Duotone letterpress halftone

Halftone duotone print. Alvin Langdon Coburn. The Spider’s Web. c. 1905. 10 1/4 x 7" (26 x 17.8 cm). The Museum of Modern Art, New York. Gift of Richard Benson. An untrimmed proof sheet for a plate in Camera Work 21 (January 1908). This duotone shows the register marks at top and bottom that guided the printer in aligning the two impressions.

The simple halftone aspired to be upper class and to work as a luxurious method for making beautiful photographic reproductions. Its primary limitations were in the dot size—always coarse enough to be visible to the eye—and short tonal scale, imposed by the difficulties of inking and printing a delicate relief plate. A third problem with the halftone was the absence of a single halftone negative accurately rendering the full tonal scale of the photograph. The smooth, even steps of tone in photographic prints became a rough, erratic set of gradations in the simple dot-constructed halftone. A partial solution was to print a picture in more than one impression, using two different halftone negatives made by photographing the original print twice. The technology wasn’t too complicated; it required negative images that were of identical size, which was easy when glass plates were used.

Detail of Halftone duotone print. Alvin Langdon Coburn. The Spider’s Web. c. 1905. 10 1/4 x 7" (26 x 17.8 cm). The Museum of Modern Art, New York. Gift of Richard Benson. This letterpress duotone was printed with two colors: a black and a pale green. The green is nearly invisible when examined with a magnifying glass, but gives a distinct green cast to the print. The register mark, never cut off this proof sheet, shows the two inks and their respective screen patterns.

When one halftone was printed over another a terrible pattern could form called a “moiré,” which was a frequency-interference pattern between the screens if they were not exactly aligned. This problem was avoided by tilting one screen thirty degrees away from the other, a solution that had been discovered by hand engravers many years before when working with overlays of linear designs. It turned out that even without much refinement in the way the halftones were made, a two-impression reproduction, printed first in black and then in gray ink, could look far better than any single one.
The second set of dots in gray ink, even though they were pale, added body to the black parts of the picture and made the areas of middle and light values much smoother. This new development—the duotone—appeared in art books and other expensive publications where image quality was the first concern. Duotones first showed up at the start of the twentieth century and became common by the 1930s. Extremely beautiful photographic reproductions were already being made in the first half of the century by the technique of photogravure, but this intaglio medium was very expensive. The multiple-pass duotone, though more expensive than a halftone, was still far cheaper than gravure, so it had a viable role in photographic ink printing. The presses never really registered the sheets accurately when printing duotones, but the second impression, being gray, could be a bit out of alignment and still improve the reproduction. Perfect registration had to wait for the multicolor offset presses designed to print color for advertising purposes.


**TASK REQUIREMENTS**
The listing is to be repeated exactly, and its pictures are to be left out.

**INPUT FOR THIS TASK**

◇ ◇ ◇ ◇

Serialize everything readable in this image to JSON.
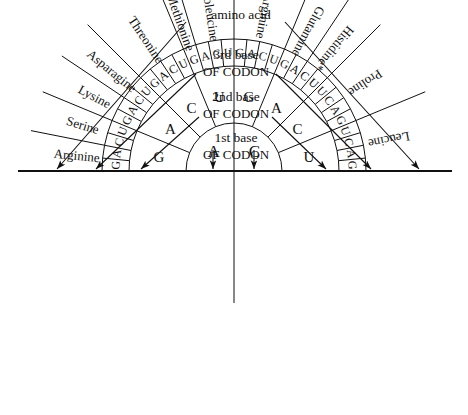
{
  "header": {
    "amino_acid": "amino acid",
    "third_base_l1": "3rd base",
    "third_base_l2": "OF CODON",
    "second_base_l1": "2nd base",
    "second_base_l2": "OF CODON",
    "first_base_l1": "1st base",
    "first_base_l2": "OF CODON"
  },
  "colors": {
    "line": "#111111",
    "background": "#ffffff",
    "text": "#111111"
  },
  "wheel": {
    "center_x": 234,
    "center_y": 171,
    "r_inner": 48,
    "r_ring2": 105,
    "r_ring3": 132,
    "r_labels": 175
  },
  "ring1_first_base": [
    {
      "letter": "A",
      "start_deg": 180,
      "end_deg": 270
    },
    {
      "letter": "C",
      "start_deg": 270,
      "end_deg": 360
    }
  ],
  "ring2_second_base": [
    {
      "letter": "G",
      "start_deg": 180,
      "end_deg": 202.5
    },
    {
      "letter": "A",
      "start_deg": 202.5,
      "end_deg": 225
    },
    {
      "letter": "C",
      "start_deg": 225,
      "end_deg": 247.5
    },
    {
      "letter": "U",
      "start_deg": 247.5,
      "end_deg": 270
    },
    {
      "letter": "G",
      "start_deg": 270,
      "end_deg": 292.5
    },
    {
      "letter": "A",
      "start_deg": 292.5,
      "end_deg": 315
    },
    {
      "letter": "C",
      "start_deg": 315,
      "end_deg": 337.5
    },
    {
      "letter": "U",
      "start_deg": 337.5,
      "end_deg": 360
    }
  ],
  "ring3_third_base": [
    "G",
    "A",
    "C",
    "U",
    "G",
    "A",
    "C",
    "U",
    "G",
    "A",
    "C",
    "U",
    "G",
    "A",
    "C",
    "U",
    "G",
    "A",
    "C",
    "U",
    "G",
    "A",
    "C",
    "U",
    "U",
    "C",
    "A",
    "G",
    "U",
    "C",
    "A",
    "G"
  ],
  "amino_acids": [
    {
      "name": "Arginine",
      "third_bases": [
        "G",
        "A"
      ],
      "mid_deg": 185.5
    },
    {
      "name": "Serine",
      "third_bases": [
        "C",
        "U"
      ],
      "mid_deg": 196.5
    },
    {
      "name": "Lysine",
      "third_bases": [
        "G",
        "A"
      ],
      "mid_deg": 208
    },
    {
      "name": "Asparagine",
      "third_bases": [
        "C",
        "U"
      ],
      "mid_deg": 219
    },
    {
      "name": "Threonine",
      "third_bases": [
        "G",
        "A",
        "C",
        "U"
      ],
      "mid_deg": 236
    },
    {
      "name": "Methionine",
      "third_bases": [
        "G"
      ],
      "mid_deg": 250.5
    },
    {
      "name": "Isoleucine",
      "third_bases": [
        "A",
        "C",
        "U"
      ],
      "mid_deg": 263
    },
    {
      "name": "Arginine",
      "third_bases": [
        "G",
        "A",
        "C",
        "U"
      ],
      "mid_deg": 281
    },
    {
      "name": "Glutamine",
      "third_bases": [
        "G",
        "A"
      ],
      "mid_deg": 296
    },
    {
      "name": "Histidine*",
      "third_bases": [
        "C",
        "U"
      ],
      "mid_deg": 307.5
    },
    {
      "name": "Proline",
      "third_bases": [
        "G",
        "A",
        "C",
        "U"
      ],
      "mid_deg": 326
    },
    {
      "name": "Leucine",
      "third_bases": [
        "G",
        "A",
        "C",
        "U"
      ],
      "mid_deg": 349
    }
  ],
  "arrows": [
    {
      "id": "arrow-1",
      "tip_x": 57,
      "tip_y": 169,
      "from_x": 186,
      "from_y": 22
    },
    {
      "id": "arrow-2",
      "tip_x": 96,
      "tip_y": 169,
      "from_x": 196,
      "from_y": 74
    },
    {
      "id": "arrow-3",
      "tip_x": 141,
      "tip_y": 169,
      "from_x": 199,
      "from_y": 117
    },
    {
      "id": "arrow-4",
      "tip_x": 213,
      "tip_y": 169,
      "from_x": 213,
      "from_y": 150
    },
    {
      "id": "arrow-5",
      "tip_x": 254,
      "tip_y": 169,
      "from_x": 254,
      "from_y": 150
    },
    {
      "id": "arrow-6",
      "tip_x": 326,
      "tip_y": 169,
      "from_x": 272,
      "from_y": 117
    },
    {
      "id": "arrow-7",
      "tip_x": 371,
      "tip_y": 169,
      "from_x": 276,
      "from_y": 74
    },
    {
      "id": "arrow-8",
      "tip_x": 419,
      "tip_y": 169,
      "from_x": 285,
      "from_y": 22
    }
  ],
  "baseline": {
    "x1": 18,
    "x2": 452,
    "y": 171
  }
}
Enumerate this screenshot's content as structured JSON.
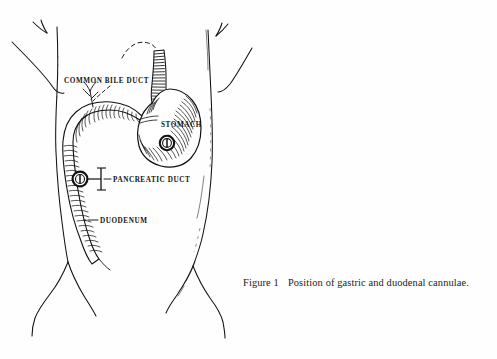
{
  "figure": {
    "caption_prefix": "Figure 1",
    "caption_text": "Position of gastric and duodenal cannulae.",
    "ink_color": "#111111",
    "background_color": "#fefefe"
  },
  "labels": {
    "common_bile_duct": "COMMON BILE DUCT",
    "stomach": "STOMACH",
    "pancreatic_duct": "PANCREATIC DUCT",
    "duodenum": "DUODENUM"
  },
  "diagram": {
    "organs": [
      "esophagus",
      "stomach",
      "duodenum",
      "common-bile-duct",
      "pancreatic-duct"
    ],
    "devices": [
      "gastric-cannula",
      "duodenal-cannula"
    ],
    "style": "pen-and-ink line engraving with hatching"
  }
}
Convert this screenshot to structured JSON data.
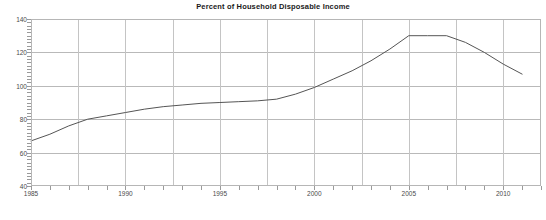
{
  "chart_data": {
    "type": "line",
    "title": "Percent of Household Disposable Income",
    "xlabel": "",
    "ylabel": "",
    "xlim": [
      1985,
      2012
    ],
    "ylim": [
      40,
      140
    ],
    "ytick_labels": [
      "40",
      "60",
      "80",
      "100",
      "120",
      "140"
    ],
    "yticks": [
      40,
      60,
      80,
      100,
      120,
      140
    ],
    "xtick_labels": [
      "1985",
      "1990",
      "1995",
      "2000",
      "2005",
      "2010"
    ],
    "xticks": [
      1985,
      1990,
      1995,
      2000,
      2005,
      2010
    ],
    "gridlines_major_x": [
      1985,
      1987.5,
      1990,
      1992.5,
      1995,
      1997.5,
      2000,
      2002.5,
      2005,
      2007.5,
      2010
    ],
    "grid": true,
    "legend": "none",
    "line_color": "#555555",
    "grid_color": "#b9b9b9",
    "axis_color": "#b6b6b6",
    "background": "#ffffff",
    "series": [
      {
        "name": "Household Debt",
        "x": [
          1985,
          1986,
          1987,
          1988,
          1989,
          1990,
          1991,
          1992,
          1993,
          1994,
          1995,
          1996,
          1997,
          1998,
          1999,
          2000,
          2001,
          2002,
          2003,
          2004,
          2005,
          2006,
          2007,
          2008,
          2009,
          2010,
          2011
        ],
        "values": [
          67,
          71,
          76,
          80,
          82,
          84,
          86,
          87.5,
          88.5,
          89.5,
          90,
          90.5,
          91,
          92,
          95,
          99,
          104,
          109,
          115,
          122,
          130,
          130,
          130,
          126,
          120,
          113,
          107
        ]
      }
    ]
  }
}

◇ ◇ ◇ ◇

**THE ANSWER**
Serialize everything readable in this image to JSON.
{
  "header": {
    "amino_acid": "amino acid",
    "third_base_l1": "3rd base",
    "third_base_l2": "OF CODON",
    "second_base_l1": "2nd base",
    "second_base_l2": "OF CODON",
    "first_base_l1": "1st base",
    "first_base_l2": "OF CODON"
  },
  "colors": {
    "line": "#111111",
    "background": "#ffffff",
    "text": "#111111"
  },
  "wheel": {
    "center_x": 234,
    "center_y": 171,
    "r_inner": 48,
    "r_ring2": 105,
    "r_ring3": 132,
    "r_labels": 175
  },
  "ring1_first_base": [
    {
      "letter": "A",
      "start_deg": 180,
      "end_deg": 270
    },
    {
      "letter": "C",
      "start_deg": 270,
      "end_deg": 360
    }
  ],
  "ring2_second_base": [
    {
      "letter": "G",
      "start_deg": 180,
      "end_deg": 202.5
    },
    {
      "letter": "A",
      "start_deg": 202.5,
      "end_deg": 225
    },
    {
      "letter": "C",
      "start_deg": 225,
      "end_deg": 247.5
    },
    {
      "letter": "U",
      "start_deg": 247.5,
      "end_deg": 270
    },
    {
      "letter": "G",
      "start_deg": 270,
      "end_deg": 292.5
    },
    {
      "letter": "A",
      "start_deg": 292.5,
      "end_deg": 315
    },
    {
      "letter": "C",
      "start_deg": 315,
      "end_deg": 337.5
    },
    {
      "letter": "U",
      "start_deg": 337.5,
      "end_deg": 360
    }
  ],
  "ring3_third_base": [
    "G",
    "A",
    "C",
    "U",
    "G",
    "A",
    "C",
    "U",
    "G",
    "A",
    "C",
    "U",
    "G",
    "A",
    "C",
    "U",
    "G",
    "A",
    "C",
    "U",
    "G",
    "A",
    "C",
    "U",
    "U",
    "C",
    "A",
    "G",
    "U",
    "C",
    "A",
    "G"
  ],
  "amino_acids": [
    {
      "name": "Arginine",
      "third_bases": [
        "G",
        "A"
      ],
      "mid_deg": 185.5
    },
    {
      "name": "Serine",
      "third_bases": [
        "C",
        "U"
      ],
      "mid_deg": 196.5
    },
    {
      "name": "Lysine",
      "third_bases": [
        "G",
        "A"
      ],
      "mid_deg": 208
    },
    {
      "name": "Asparagine",
      "third_bases": [
        "C",
        "U"
      ],
      "mid_deg": 219
    },
    {
      "name": "Threonine",
      "third_bases": [
        "G",
        "A",
        "C",
        "U"
      ],
      "mid_deg": 236
    },
    {
      "name": "Methionine",
      "third_bases": [
        "G"
      ],
      "mid_deg": 250.5
    },
    {
      "name": "Isoleucine",
      "third_bases": [
        "A",
        "C",
        "U"
      ],
      "mid_deg": 263
    },
    {
      "name": "Arginine",
      "third_bases": [
        "G",
        "A",
        "C",
        "U"
      ],
      "mid_deg": 281
    },
    {
      "name": "Glutamine",
      "third_bases": [
        "G",
        "A"
      ],
      "mid_deg": 296
    },
    {
      "name": "Histidine*",
      "third_bases": [
        "C",
        "U"
      ],
      "mid_deg": 307.5
    },
    {
      "name": "Proline",
      "third_bases": [
        "G",
        "A",
        "C",
        "U"
      ],
      "mid_deg": 326
    },
    {
      "name": "Leucine",
      "third_bases": [
        "G",
        "A",
        "C",
        "U"
      ],
      "mid_deg": 349
    }
  ],
  "arrows": [
    {
      "id": "arrow-1",
      "tip_x": 57,
      "tip_y": 169,
      "from_x": 186,
      "from_y": 22
    },
    {
      "id": "arrow-2",
      "tip_x": 96,
      "tip_y": 169,
      "from_x": 196,
      "from_y": 74
    },
    {
      "id": "arrow-3",
      "tip_x": 141,
      "tip_y": 169,
      "from_x": 199,
      "from_y": 117
    },
    {
      "id": "arrow-4",
      "tip_x": 213,
      "tip_y": 169,
      "from_x": 213,
      "from_y": 150
    },
    {
      "id": "arrow-5",
      "tip_x": 254,
      "tip_y": 169,
      "from_x": 254,
      "from_y": 150
    },
    {
      "id": "arrow-6",
      "tip_x": 326,
      "tip_y": 169,
      "from_x": 272,
      "from_y": 117
    },
    {
      "id": "arrow-7",
      "tip_x": 371,
      "tip_y": 169,
      "from_x": 276,
      "from_y": 74
    },
    {
      "id": "arrow-8",
      "tip_x": 419,
      "tip_y": 169,
      "from_x": 285,
      "from_y": 22
    }
  ],
  "baseline": {
    "x1": 18,
    "x2": 452,
    "y": 171
  }
}
Enumerate this screenshot's content as structured JSON.
{
  "figure": {
    "caption_prefix": "Figure 1",
    "caption_text": "Position of gastric and duodenal cannulae.",
    "ink_color": "#111111",
    "background_color": "#fefefe"
  },
  "labels": {
    "common_bile_duct": "COMMON BILE DUCT",
    "stomach": "STOMACH",
    "pancreatic_duct": "PANCREATIC DUCT",
    "duodenum": "DUODENUM"
  },
  "diagram": {
    "organs": [
      "esophagus",
      "stomach",
      "duodenum",
      "common-bile-duct",
      "pancreatic-duct"
    ],
    "devices": [
      "gastric-cannula",
      "duodenal-cannula"
    ],
    "style": "pen-and-ink line engraving with hatching"
  }
}
Convert this screenshot to structured JSON data.
{
  "chart_data": {
    "type": "line",
    "title": "Percent of Household Disposable Income",
    "xlabel": "",
    "ylabel": "",
    "xlim": [
      1985,
      2012
    ],
    "ylim": [
      40,
      140
    ],
    "ytick_labels": [
      "40",
      "60",
      "80",
      "100",
      "120",
      "140"
    ],
    "yticks": [
      40,
      60,
      80,
      100,
      120,
      140
    ],
    "xtick_labels": [
      "1985",
      "1990",
      "1995",
      "2000",
      "2005",
      "2010"
    ],
    "xticks": [
      1985,
      1990,
      1995,
      2000,
      2005,
      2010
    ],
    "gridlines_major_x": [
      1985,
      1987.5,
      1990,
      1992.5,
      1995,
      1997.5,
      2000,
      2002.5,
      2005,
      2007.5,
      2010
    ],
    "grid": true,
    "legend": "none",
    "line_color": "#555555",
    "grid_color": "#b9b9b9",
    "axis_color": "#b6b6b6",
    "background": "#ffffff",
    "series": [
      {
        "name": "Household Debt",
        "x": [
          1985,
          1986,
          1987,
          1988,
          1989,
          1990,
          1991,
          1992,
          1993,
          1994,
          1995,
          1996,
          1997,
          1998,
          1999,
          2000,
          2001,
          2002,
          2003,
          2004,
          2005,
          2006,
          2007,
          2008,
          2009,
          2010,
          2011
        ],
        "values": [
          67,
          71,
          76,
          80,
          82,
          84,
          86,
          87.5,
          88.5,
          89.5,
          90,
          90.5,
          91,
          92,
          95,
          99,
          104,
          109,
          115,
          122,
          130,
          130,
          130,
          126,
          120,
          113,
          107
        ]
      }
    ]
  }
}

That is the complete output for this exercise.